This is a vastly entertaining novel in several ways as it presents four stylistically different narratives. It begins with the personal recollection by Iris Chase Griffen of her life in Port Ticonderoga, Ontario in the first half of the 20th century. We immediately learn that her younger sister, Laura Chase, has driven her car off a bridge. The description of the tragedy is relayed through a newspaper article. These articles are written in the stilted vernacular of the period and they act as a kind of newsreel binding the time line in the novel together. The other narratives are two stories in one as a couple meet covertly and share in conjuring a continuing serial about the fantasy planet of Zycron. The title of the cult novel attributed to Laura after her death is The Blind Assassin.
I enjoyed the romance of the relationship between the lovers which stood in contrast to Iris's often stoical writing about her life. The serial had the feeling of stepping back into a childhood fairytale but one filled with sex, seduction and secret trysts. This novella is filled with a kind of morbid arch humour as when the assassin is in the temple:
“The blind assassin hauls the dead sentry out from under the bed and arranges her on the coverlet, with her scarf concealing the slash on her throat. She’s not cold yet, and has stopped dripping. Too bad if the fellow has a bright candle; otherwise, in the night all cats are grey. Temple maidens are trained to manifest inertia. It might take the man – hampered as he is by his ponderous god costume, which traditionally includes a helmet and visor – some time to discover he’s fucking the wrong woman, and a dead one at that.”
The novel has a complex start with multiple dimensions and viewpoints but I felt it was well worth pursuing. I was always tantalized by knowing what lay ahead through the clippings and Atwood gives the reader a partial omniscient perspective by revealing these glimpses of the future.
I found the writing remarkable. There are certain passages like the death of the girls’ mother where you know there are so many things going on under the surface of the girls’ experience of the events of her death:
“Mother died five days later. She died of a fever; also of being weak, because she could not manage to get her strength back, said Reenie. During this time the doctor came and went, and a succession of crisp, brittle nurses occupied the easy chair in the bedroom. Reenie hurried up and down the stairs with basins, with towels, with cups of broth. Father shuttled relentlessly back and forth to the factory, and appeared at the dinner table haggard as a beggar. Where had he been, that afternoon when he could not be found? Nobody said.”
This prose encapsulates the cold shuttling relationships in the family and the lack of love in the girls’ lives. They grow up essentially alone and are shuffled later into a forced life by their father and his chief competitor, Richard Griffen (who is Iris’ dreadful husband). Their only escape – like many women - is their private hidden life. The novel reminded me slightly of Margaret Laurence’s The Stone Angel as the narrators -Hagar and Iris – are near the ends of their lives and looking backwards. They are both from privileged backgrounds in small communities and are unvanquished despite their life experiences.
Iris is quietly observant and acidly funny as when she describes her physician:
“The doctor tapped my ribs and eavesdropped on my heart, and frowned and then cancelled his frown, and then – having made up his mind about it – asked me how I was feeling. I believe he has done something to his hair; surely he used to be thinner on top. Has he been indulging in the gluing on of strands across his scalp? Or worse, transplantation? Aha, I thought. Despite your jogging and the hairiness of your legs, the shoe of aging is beginning to pinch. Soon you’ll regret all that sun-tanning. Your face will look like a testicle.”
The Blind Assassin is a rewarding, surprising and rich reading experience.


• [Brief]: Take the lines from the one containing "This is a 1024*677" through the end of the material and write them out exactly, omitting pictures.

== Data for analysis ==

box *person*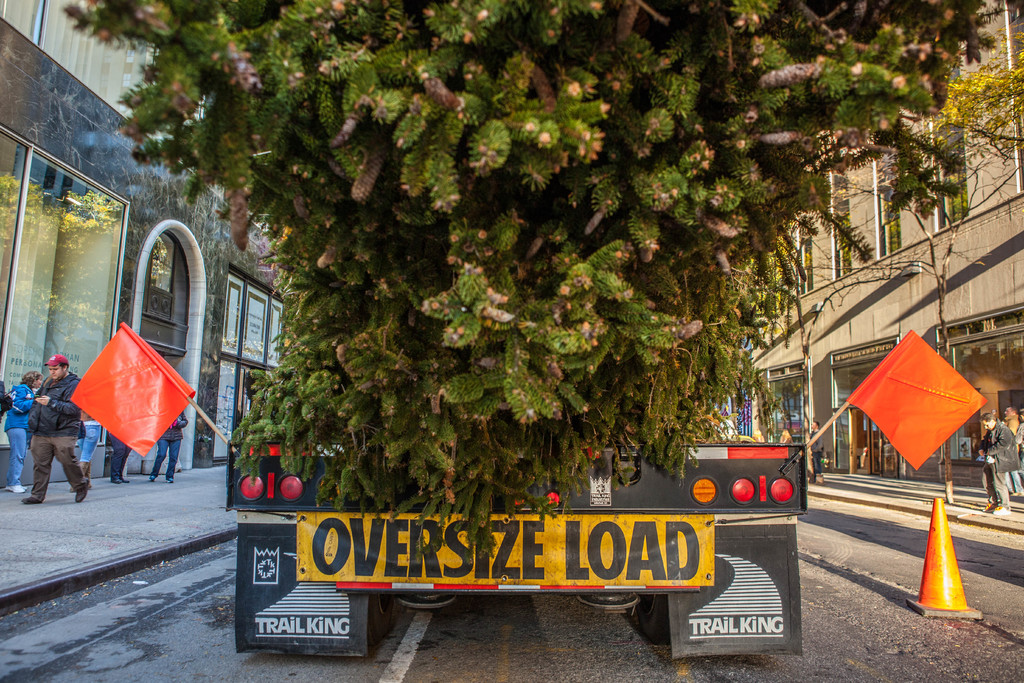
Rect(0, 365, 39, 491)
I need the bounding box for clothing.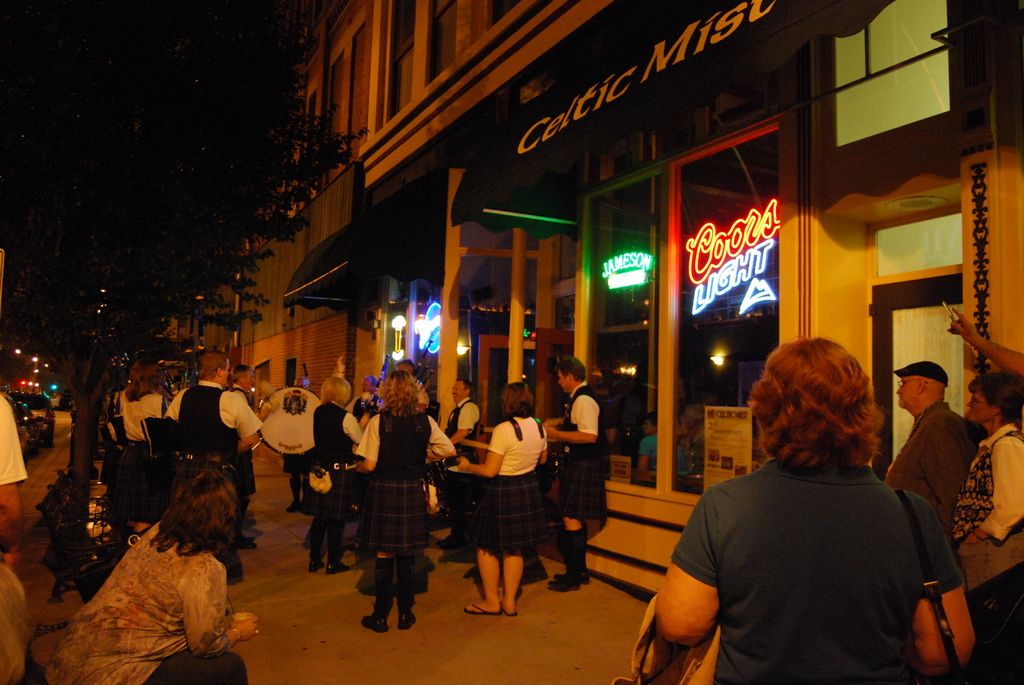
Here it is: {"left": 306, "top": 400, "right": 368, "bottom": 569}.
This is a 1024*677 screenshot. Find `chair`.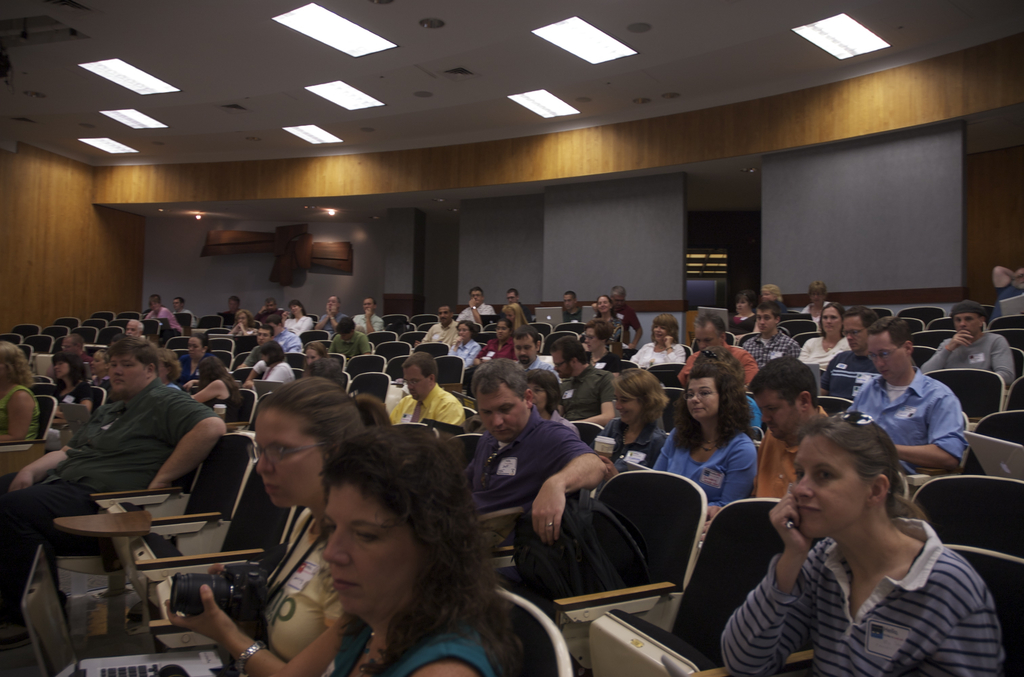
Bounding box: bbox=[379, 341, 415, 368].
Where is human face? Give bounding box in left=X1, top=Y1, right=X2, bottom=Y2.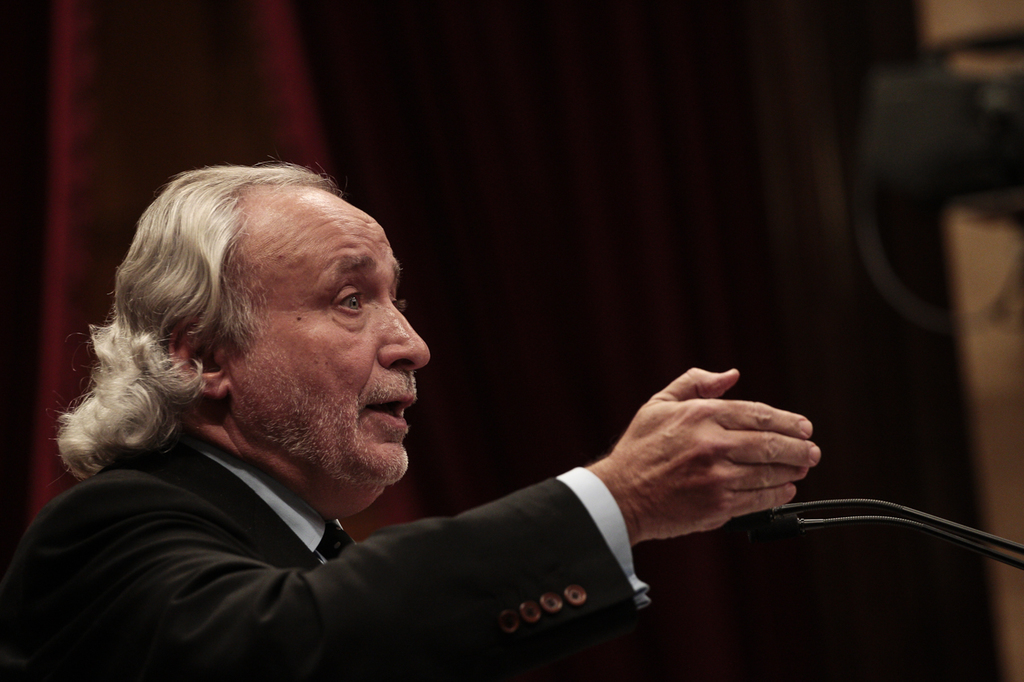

===

• [Response for this exercise]:
This is a 1024*677 screenshot. Find `chair`.
Bounding box: bbox=[379, 341, 415, 368].
Where is human face? Give bounding box in left=X1, top=Y1, right=X2, bottom=Y2.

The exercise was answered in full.